OpsWorks CM is a service that runs and manages configuration management servers. You can use OpsWorks CM to create and manage OpsWorks for Chef Automate and OpsWorks for Puppet Enterprise servers, and add or remove nodes for the servers to manage.

Glossary of terms

  • Server: A configuration management server that can be highly-available. The configuration management server runs on an Amazon Elastic Compute Cloud (EC2) instance, and may use various other Amazon Web Services services, such as Amazon Relational Database Service (RDS) and Elastic Load Balancing. A server is a generic abstraction over the configuration manager that you want to use, much like Amazon RDS. In OpsWorks CM, you do not start or stop servers. After you create servers, they continue to run until they are deleted.

  • Engine: The engine is the specific configuration manager that you want to use. Valid values in this release include ChefAutomate and Puppet.

  • Backup: This is an application-level backup of the data that the configuration manager stores. OpsWorks CM creates an S3 bucket for backups when you launch the first server. A backup maintains a snapshot of a server’s configuration-related attributes at the time the backup starts.

  • Events: Events are always related to a server. Events are written during server creation, when health checks run, when backups are created, when system maintenance is performed, etc. When you delete a server, the server’s events are also deleted.

  • Account attributes: Every account has attributes that are assigned in the OpsWorks CM database. These attributes store information about configuration limits (servers, backups, etc.) and your customer account.

Endpoints

OpsWorks CM supports the following endpoints, all HTTPS. You must connect to one of the following endpoints. Your servers can only be accessed or managed within the endpoint in which they are created.

  • opsworks-cm---us-east-1.amazonaws.com.rproxy.goskope.com

  • opsworks-cm---us-east-2.amazonaws.com.rproxy.goskope.com

  • opsworks-cm---us-west-1.amazonaws.com.rproxy.goskope.com

  • opsworks-cm---us-west-2.amazonaws.com.rproxy.goskope.com

  • opsworks-cm---ap-northeast-1.amazonaws.com.rproxy.goskope.com

  • opsworks-cm---ap-southeast-1.amazonaws.com.rproxy.goskope.com

  • opsworks-cm---ap-southeast-2.amazonaws.com.rproxy.goskope.com

  • opsworks-cm---eu-central-1.amazonaws.com.rproxy.goskope.com

  • opsworks-cm---eu-west-1.amazonaws.com.rproxy.goskope.com

For more information, see OpsWorks endpoints and quotas in the Amazon Web Services General Reference.

Throttling limits

All API operations allow for five requests per second with a burst of 10 requests per second.
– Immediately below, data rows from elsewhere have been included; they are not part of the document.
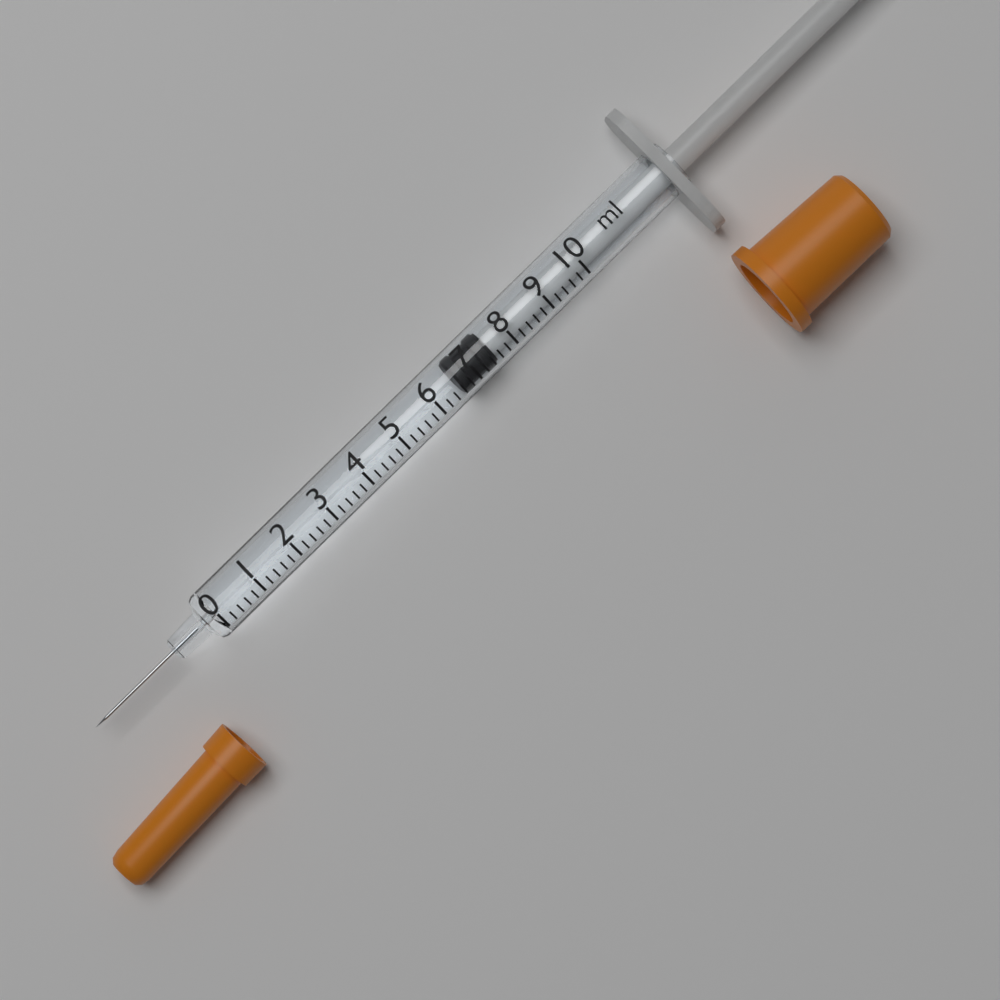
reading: 6.6 ml
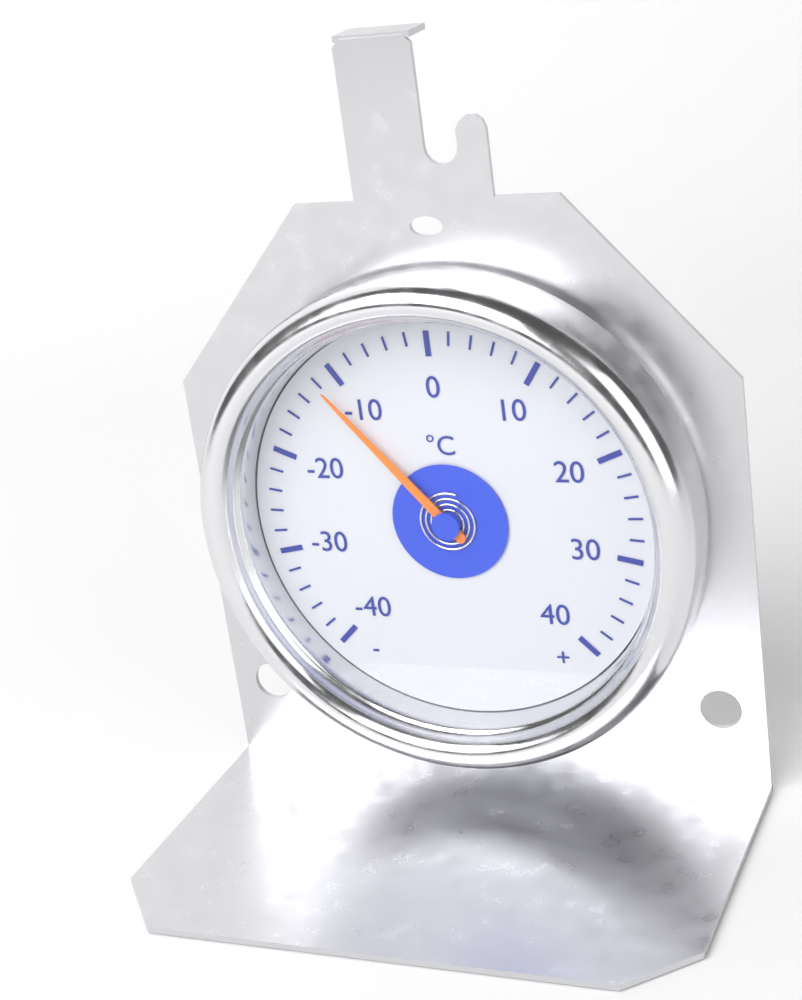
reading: -12 °C
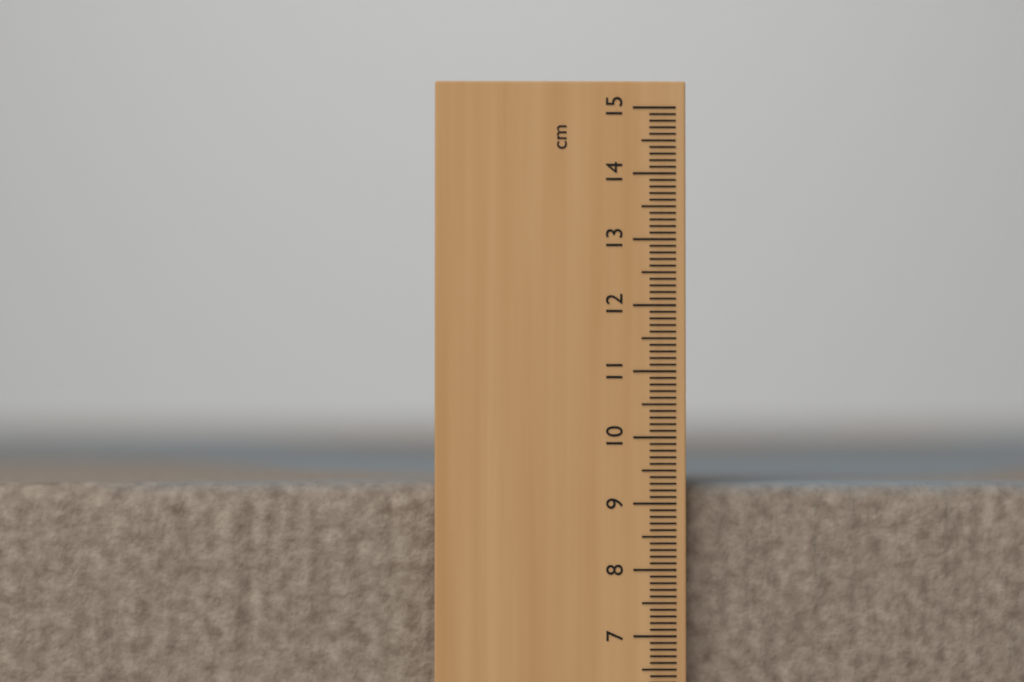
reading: 9.3 cm
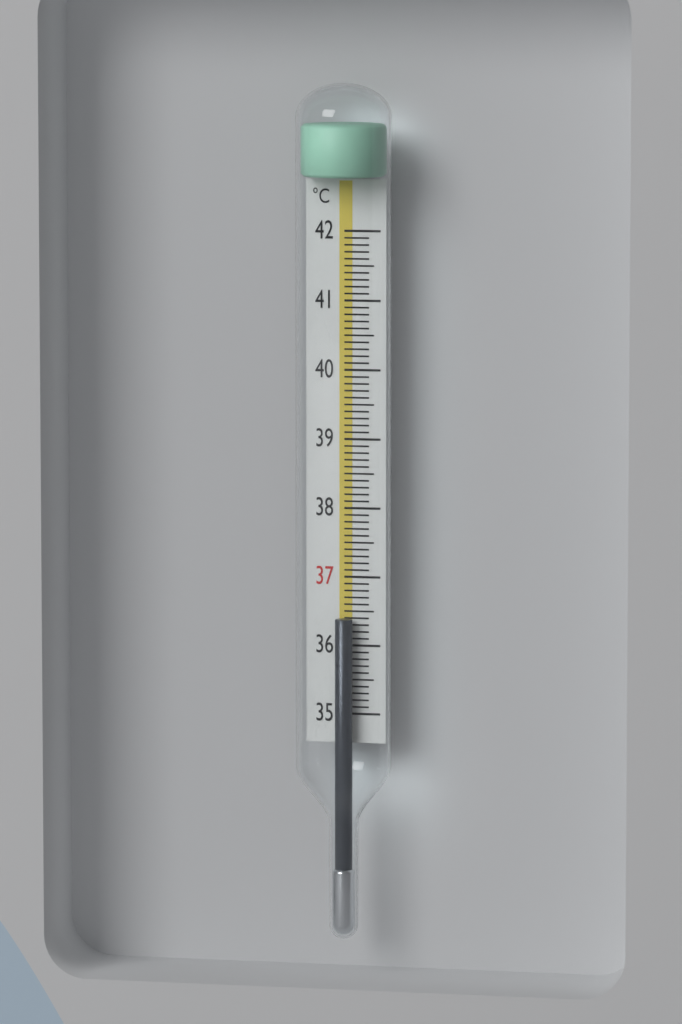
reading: 36.4 °C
client = session.create_client('opsworkscm')

These are the available methods:

Client Exceptions

Client exceptions are available on a client instance via the exceptions property. For more detailed instructions and examples on the exact usage of client exceptions, see the error handling user guide.

The available client exceptions are:

Paginators

Paginators are available on a client instance via the get_paginator method. For more detailed instructions and examples on the usage of paginators, see the paginators user guide.

The available paginators are:

Waiters

Waiters are available on a client instance via the get_waiter method. For more detailed instructions and examples on the usage or waiters, see the waiters user guide.